‘But in Alberta, that is the policy of Alberta Health Services… Inhumanity knows no bounds.’

Originally published at: https://www.westernstandard.news/opinion/dur-surely-it-cannot-be-that-babies-born-alive-after-an-abortion-are-left-to-die/64535 by Richard Dur on May 6, 2025.

Something is happening here in Alberta that most people would never believe could be true. But it is.

According to the Canadian Institute for Health Information (CIHI) — the federal agency responsible for compiling and reporting standardized health data across Canada — Alberta reported a total of 133 late-term abortions in the 2023-2024 year.

The numbers are shocking — and they should be.

But they are real, documented, and officially reported by the government’s own data agency. Of those 133 late-term abortions, 28 babies were born alive after the procedure. Yes, born alive.

Picture one. A tiny baby, only just a bit bigger than your hand, lies on a cold metal tray. Her skin is paper-thin, her little chest flutters as she fights to pull in each breath. Her mouth opens, closes, opens again — not crying, just gasping. Her fists clench and uncurl, tiny fingers searching, aching, for the comfort they instinctively expect.

In another place, under different circumstances, she would be cradled against her mother’s breast, skin to skin. She would hear her mother’s heartbeat — the familiar rhythm she’s known since her earliest moments in the womb, the sound she recognizes as safety, as home. She would know her mother’s scent, her warmth, the rise and fall of her mother’s breath. She would feel the touch she’s wired to need, the soft voice, trembling and fierce with love, whispering, “Shh, my baby. It’s okay. Mama’s here. Come here, baby. I’ve got you.”
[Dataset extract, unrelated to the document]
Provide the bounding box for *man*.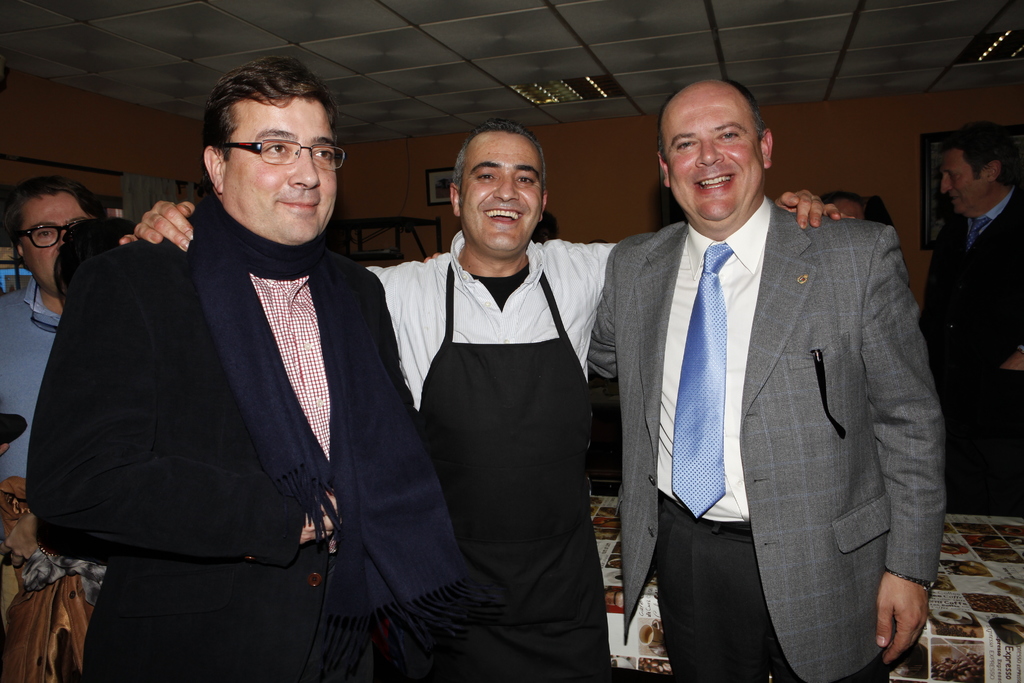
region(115, 124, 854, 677).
But here, in this cold room, there is no mother’s touch.
No blanket.
No scent of home.
No heartbeat.
No whispered promise of love, only the quiet hush of people looking away.

Because under current Alberta medical practice, no help is given.
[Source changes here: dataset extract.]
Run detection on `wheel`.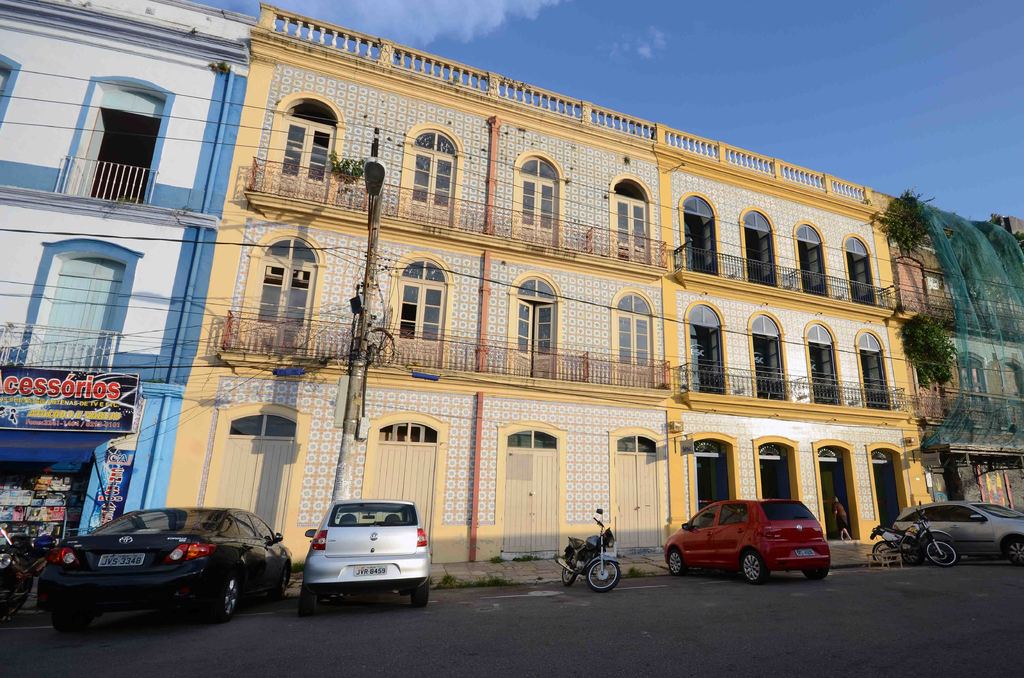
Result: pyautogui.locateOnScreen(924, 542, 960, 567).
She wasn’t supposed to survive.

So she is left there — small, alive, alone — until, by the quiet design of grown-ups who have turned away, she stops breathing on her own.

How can this happen?

major 2024 Quebec study covering more than 13,000 second-trimester abortions (15 to 29 weeks) gives some insight. Of these, 48 percent were due to severe fetal anomalies. Five percent were due to maternal emergencies — cases where the mother’s life was at risk.
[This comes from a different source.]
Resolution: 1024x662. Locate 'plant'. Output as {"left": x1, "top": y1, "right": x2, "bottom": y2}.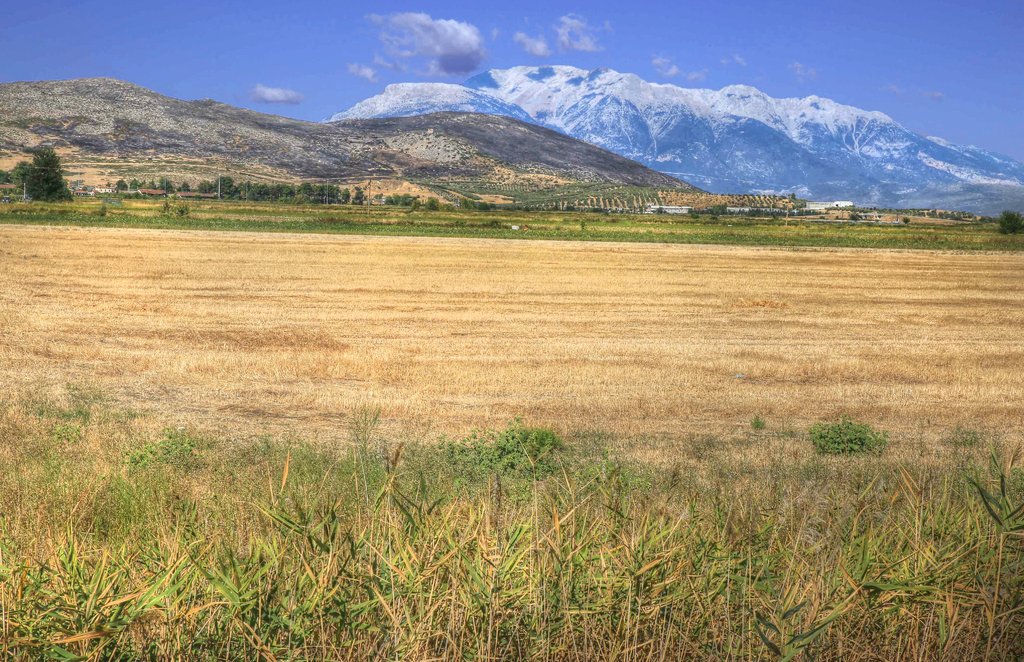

But nearly half, 47 percent, were done for “other reasons:” personal, social, or simply unspecified.

Though these figures come from Quebec (no comparable study exists for Alberta,) there’s no reason to assume the pattern would be dramatically different here. More than one in ten of those Quebec abortions resulted in a live birth. Last year in Alberta it was one in five.  

This is not rare. This is not a fluke. This is a known, repeated outcome — and it’s happening here, in Alberta.

As William Wilberforce once said: “You may choose to look the other way, but you can never again say that you did not know.”

Even desperately wanted babies, born as micro-preemies — babies delivered before 23 weeks — face a similar medical abandonment. Alberta applies a cutoff: no active care, under formal Alberta Health Services policy. Babies who survive abortion face a parallel neglect — not because of a written rule, but because current clinical practice does not require intervention.

Yet some of these babies could survive with care. In Ontario, doctors and parents decide. Globally, advances in medicine keep pushing back what’s dryly called the “age of viability” — some babies now survive when born at 21 or 22 weeks and go on to live a normal life. But not in Alberta.

And behind all this stands a grim national reality: Canada is the only democratic country on earth with no laws regulating abortion at any stage, for any reason. There are no gestational limits. No reporting requirements. No protections. Not even North Korea can say that. Even liberal European countries — places like France, Germany, and Sweden — impose gestational limits on abortion and provide legal protections for infants born alive.

This legal vacuum has left enormous gaps — and nowhere is that more visible, or more disturbing then when a child survives a late-term abortion and is left fighting for life.

Canada’s abortion-on-demand regime was never chosen. It wasn’t debated. It wasn’t voted on. It’s the consequence of federal judges striking down abortion laws — and politicians refusing to replace them. But this issue isn’t about regulating abortion itself; it addresses what happens after an abortion, in those rare but real moments when a child is born alive.

And here’s the thing: this isn’t about federal powers or jurisdiction either.

Alberta doesn’t need federal permission to fix this. The power — and the responsibility — are already in its hands.

This is where Alberta can show the country what real leadership looks like — by taking these concrete steps right now:

If Alberta wants to show it’s serious about more Alberta, less Ottawa, it could start right here — by doing what Ottawa refuses to do: protecting its most vulnerable children.  Because the choice is simple: we either look the other way, or we act.